AUTHOR: As wide as the sky



By Myint Zan


THE Burmese poet Minthuwun (actual name U Wun) was one of the leading poets of Burma of the 20th century. Indeed this writer feels privileged to have read a photocopy of a poem, in Minthuwun’s own handwriting, which he composed when he was nearly 91 years old. The poem was written in January 2000. A poem of his first appeared in print in the year 1926. His literary output spanned 75 years: an achievement virtually without parallel in the Burmese context and also perhaps internationally.

Minthuwun was born on February 10, 1909 in the town of Kunchangoan in the Irrawaddy Division. He graduated from Yangon University with a BA (Honours) with distinction in Burmese literature in March 1933. Later he studied at Oxford and obtained a bachelor’s degree in literature (B Litt) from that university in 1939.

Starting from the early 1930s Minthuwun, together with two other writers, Zawgyi (real name U Thein Han, 1907-1990) and Theikpan Maung Wa (real name U Sein Tin, 1900-42), spearheaded the khitsan Burmese literary movement. The Burmese word khitsan means (literally) ‘testing the Age’. The khitsan movement was initiated under the tutelage of the principal of Yangon College, Professor U Pe Maung Tin (1889-1973) who had been the teacher of all three writers.

The khitsan literary movement made a shift from the florid style of writing which hitherto was the trend in Burmese literature. Also in terms of substance, the khitsan writers from the early 1930s onwards began to write about wider humanistic themes and concerns. Prior to the khitsan literary period the bulk of Burmese literature deals with sentimental, the romantic and — at the other end of the spectrum — religious themes. Alas, time have now swept away all the three initiators of the khitsan literary movement.

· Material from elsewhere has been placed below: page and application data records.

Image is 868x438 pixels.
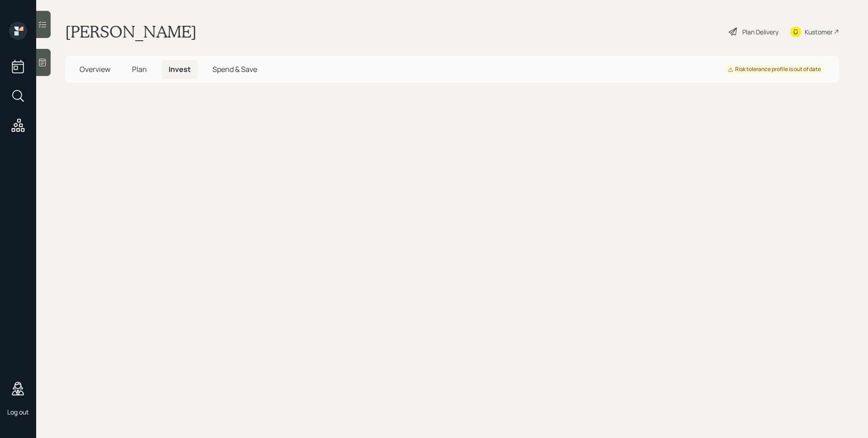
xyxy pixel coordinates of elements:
div: Log out [7,408,29,416]
span: Spend & Save [212,64,257,74]
span: Overview [79,64,110,74]
div: Plan Delivery [742,27,778,36]
h1: [PERSON_NAME] [65,22,197,41]
div: Risk tolerance profile is out of date [728,65,820,73]
div: Kustomer [804,27,832,36]
span: Plan [132,64,147,74]
span: Invest [169,64,191,74]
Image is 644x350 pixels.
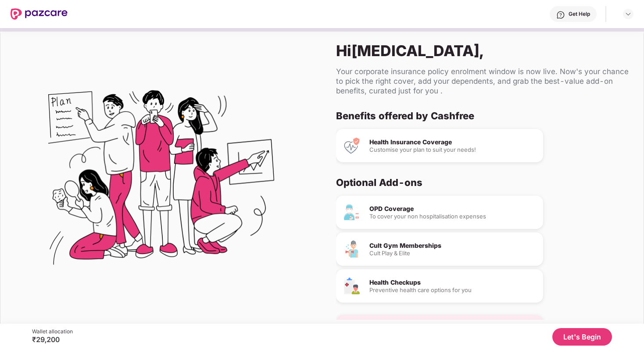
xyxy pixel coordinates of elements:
img: OPD Coverage [343,204,360,221]
div: Cult Play & Elite [369,250,536,256]
div: ₹29,200 [32,335,73,344]
div: Cult Gym Memberships [369,242,536,248]
div: Get Help [568,11,590,18]
div: Your corporate insurance policy enrolment window is now live. Now's your chance to pick the right... [336,66,629,96]
img: Flex Benefits Illustration [48,67,274,293]
div: Health Checkups [369,279,536,285]
div: Wallet allocation [32,328,73,335]
img: New Pazcare Logo [11,8,67,20]
div: Preventive health care options for you [369,287,536,293]
div: To cover your non hospitalisation expenses [369,213,536,219]
button: Let's Begin [552,328,612,345]
div: Customise your plan to suit your needs! [369,147,536,152]
img: Health Insurance Coverage [343,137,360,154]
img: Cult Gym Memberships [343,240,360,258]
div: Health Insurance Coverage [369,139,536,145]
img: svg+xml;base64,PHN2ZyBpZD0iRHJvcGRvd24tMzJ4MzIiIHhtbG5zPSJodHRwOi8vd3d3LnczLm9yZy8yMDAwL3N2ZyIgd2... [625,11,632,18]
div: Hi [MEDICAL_DATA] , [336,42,629,60]
div: Benefits offered by Cashfree [336,109,622,122]
div: OPD Coverage [369,205,536,212]
img: svg+xml;base64,PHN2ZyBpZD0iSGVscC0zMngzMiIgeG1sbnM9Imh0dHA6Ly93d3cudzMub3JnLzIwMDAvc3ZnIiB3aWR0aD... [556,11,565,19]
img: Health Checkups [343,277,360,295]
div: Optional Add-ons [336,176,622,188]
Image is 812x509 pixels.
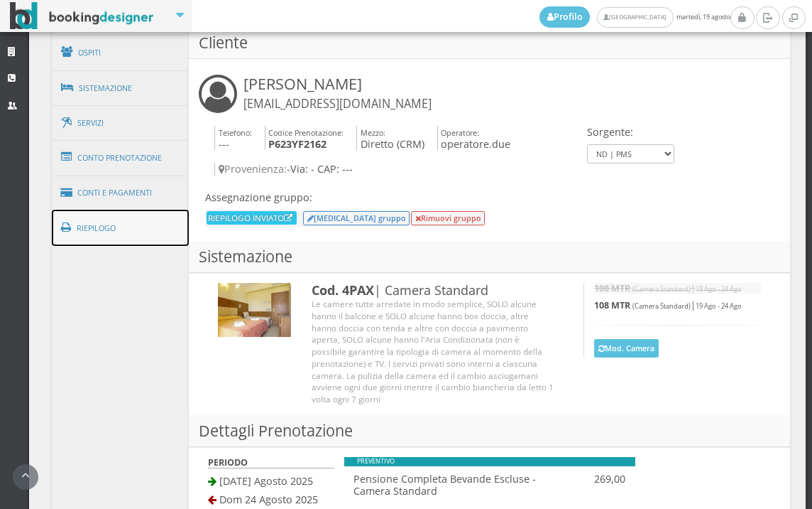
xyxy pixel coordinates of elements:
[633,284,691,294] small: (Camera Standard)
[214,126,252,151] h4: ---
[303,211,409,225] button: [MEDICAL_DATA] gruppo
[189,415,790,447] h3: Dettagli Prenotazione
[219,162,287,176] span: Provenienza:
[312,282,375,298] b: Cod. 4PAX
[572,473,627,485] h4: 269,00
[594,339,660,357] button: Mod. Camera
[10,2,154,30] img: BookingDesigner.com
[312,298,555,404] div: Le camere tutte arredate in modo semplice, SOLO alcune hanno il balcone e SOLO alcune hanno box d...
[411,211,485,225] button: Rimuovi gruppo
[244,96,432,111] small: [EMAIL_ADDRESS][DOMAIN_NAME]
[52,175,190,211] a: Conti e Pagamenti
[311,162,353,176] span: - CAP: ---
[52,70,190,107] a: Sistemazione
[52,139,190,176] a: Conto Prenotazione
[218,283,291,338] img: 86f83e7680f911ec9e3902899e52ea48.jpg
[540,6,591,28] a: Profilo
[214,163,583,175] h4: -
[291,162,308,176] span: Via:
[205,191,487,203] h4: Assegnazione gruppo:
[208,456,247,468] b: PERIODO
[219,474,313,488] span: [DATE] Agosto 2025
[361,127,386,138] small: Mezzo:
[219,127,252,138] small: Telefono:
[219,492,318,506] span: Dom 24 Agosto 2025
[594,300,762,311] h5: |
[633,301,691,311] small: (Camera Standard)
[189,27,790,59] h3: Cliente
[52,210,190,247] a: Riepilogo
[587,126,674,138] h4: Sorgente:
[540,6,731,28] span: martedì, 19 agosto
[594,299,630,311] b: 108 MTR
[344,457,636,467] div: PREVENTIVO
[356,126,425,151] h4: Diretto (CRM)
[696,301,742,311] small: 19 Ago - 24 Ago
[189,241,790,273] h3: Sistemazione
[269,127,344,138] small: Codice Prenotazione:
[594,283,762,294] h5: |
[312,283,555,298] h3: | Camera Standard
[441,127,479,138] small: Operatore:
[208,212,294,223] a: RIEPILOGO INVIATO
[244,75,432,111] h3: [PERSON_NAME]
[696,284,742,294] small: 18 Ago - 24 Ago
[597,7,674,28] a: [GEOGRAPHIC_DATA]
[52,105,190,142] a: Servizi
[437,126,512,151] h4: operatore.due
[594,283,630,294] b: 108 MTR
[269,137,327,151] b: P623YF2162
[353,473,553,498] h4: Pensione Completa Bevande Escluse - Camera Standard
[52,34,190,71] a: Ospiti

In one of his poems that was published in February 1982 (when he was already 73 years old) Minthuwun acknowledged that he has been named or perceived by the general public as a ‘romantic writer/poet’. In that poem the title of which can be translated as ‘So I am called a romantic poet’ Minthuwun draws the readers’ attention to the fact that the time when he was growing up was during the British colonial era. Many Burmese, especially the rural poor, were in debt. Diseases such as plague and malaria played havoc in his native village and other villages of Burma. “Besieged by these multiple troubles,” wrote Minthuwun, “I might have become eccentric and to allay my mental despair and tiredness I might have grasped whatever came my way and written romantic literary pieces.”

The gentle, self-effacing poet wrote that the readers can well-nigh consider his excuse as a lame one given by a less-than-mediocre person’ [sic]. As a human being, with foibles, wrote Minthuwun, his ‘explanations’ (for being a romantic poet) might amount to a ‘deception’ for which he “craved the readers’ forgiveness”. Minthuwun also exhorts his readers ‘to search for the truth for themselves’.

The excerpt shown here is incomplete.